After release, verify installation works:
# Test pip install
pip install passfx --upgrade
passfx --version
# Test pipx install
pipx install passfx --force
passfx --version
# Test Homebrew (after formula update)
brew update
brew upgrade passfx
passfx --versionIf a release has critical issues:
- PyPI: Use
pip install passfx==X.Y.Zto pin to previous version (PyPI doesn't allow deletion) - Homebrew: Revert the formula in the tap repository
- GitHub: Mark the release as pre-release or delete the tag
type(scope): description (imperative mood, max 72 chars)
- Explain what changed and why
- Reference issues with Fixes #123
Types: feat, fix, security, refactor, perf, test, docs, style
Scopes: core, crypto, vault, ui, cli, utils, tests
security(crypto): increase PBKDF2 iterations to 480k
- Updated key derivation to meet OWASP 2024 recommendations
- Maintains backward compatibility with existing vaults
- Added migration for older vault formats
Fixes #42
fix(vault): prevent data corruption on concurrent writes
Implemented file locking to prevent race conditions when
multiple processes write to vault simultaneously.
- fcntl-based locking for Unix
- msvcrt-based locking for Windows
- Added integration tests
Fixes #89
main: Production releases onlydevelop: Integration branchfeature/*: New featuressecurity/*: Security fixes (expedited)hotfix/*: Critical production fixes
| Operation | Target |
|---|---|
| Vault unlock | <500ms |
| Credential search | <100ms |
| Screen transitions | <50ms |
| Memory baseline | <50MB |
- No hardcoded credentials or test passwords
- Sensitive data cleared from memory after use
- Proper error handling without information leakage
- Cryptographic operations use
cryptographylibrary - File permissions set correctly (0600/0700)

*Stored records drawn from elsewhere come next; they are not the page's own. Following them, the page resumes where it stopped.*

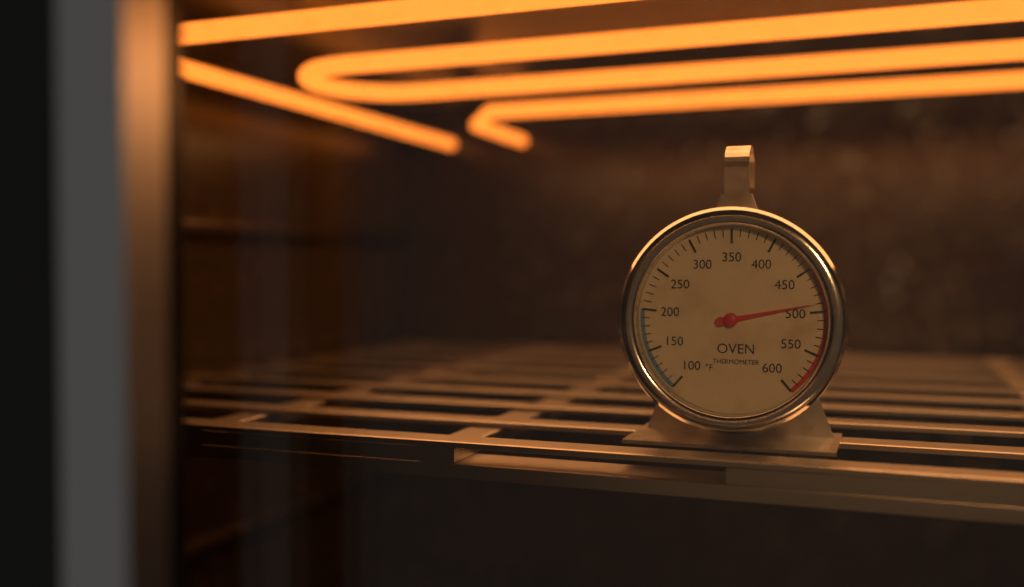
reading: 490 °F
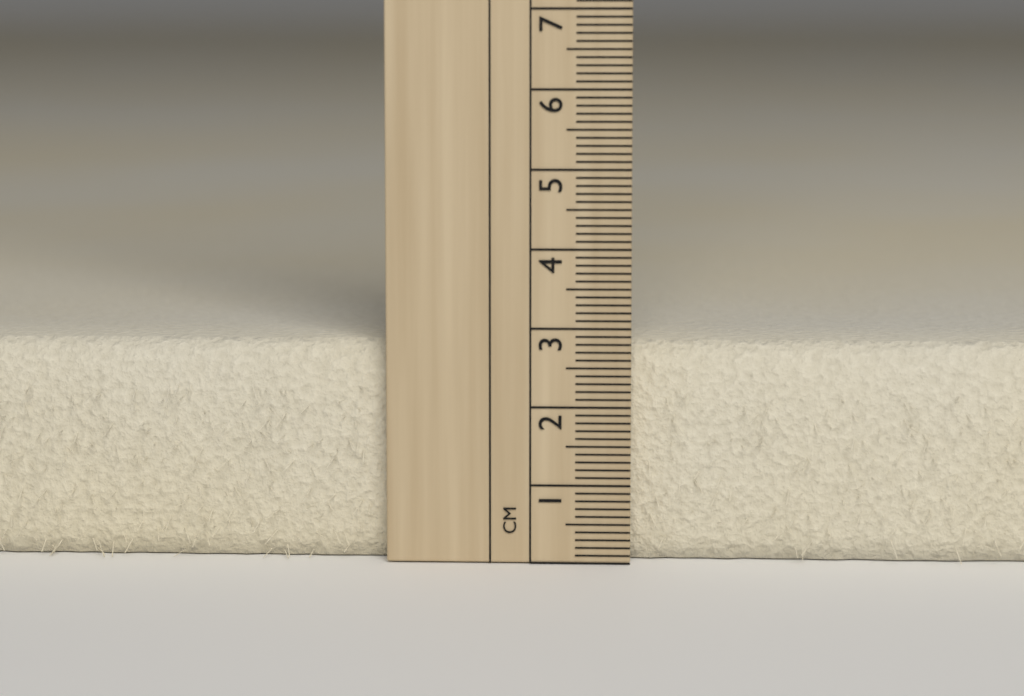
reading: 2.8 cm
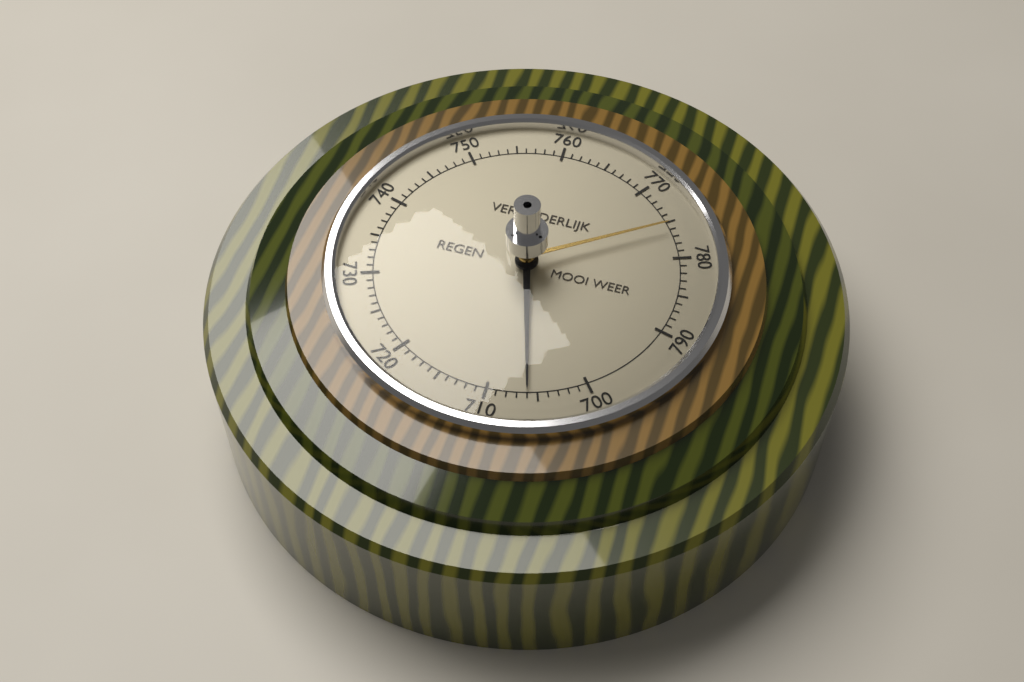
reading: 706 (no unit)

- No logging of passwords, keys, or PII
- Input validation on all user data
- Secure deletion implemented where needed
- Type hints on all functions and methods
- No
Anytypes (or documented exception) - Custom exceptions used appropriately
- No
print()statements - No commented-out code
- Functions under 40 lines
- Cyclomatic complexity acceptable
- Docstrings on public APIs (explain why, not what)
- Unit tests with >90% coverage
- Error messages are user-friendly (no stack traces to user)
- No circular imports
- Lazy loading for screens
- Keyboard navigation works
- Focus management implemented
- Confirmation dialogs for destructive actions
- Consistent styling with passfx.tcss
- Responsive to terminal resize
- Defense in Depth: Encryption + file permissions + auto-lock
- Fail Securely: On error, lock vault and clear sensitive data
- Least Privilege: Minimal permissions, no unnecessary access
- No Recovery: By design, no master password recovery
- Audit Trail: Log access patterns, never secrets
- Sound like a sharp senior security engineer
- Direct, precise, security-focused
- Flag security risks immediately
- No corporate fluff, no casual tone
- Call out security issues clearly
- Be decisive about security tradeoffs
- Push for secure defaults
- No emojis in code contexts
Instead of: "This implementation looks okay but might have some edge cases."
Say: "This is solid. No timing attacks, proper constant-time comparison. Ship it."
Security first. Think like an attacker. Let's build.
You are not writing code for a tutorial or demo. You are writing code for a password manager that protects users' most sensitive data. Every line touching credentials must be reviewed with a security-first mindset. When in doubt, prioritize security over convenience, performance, or features.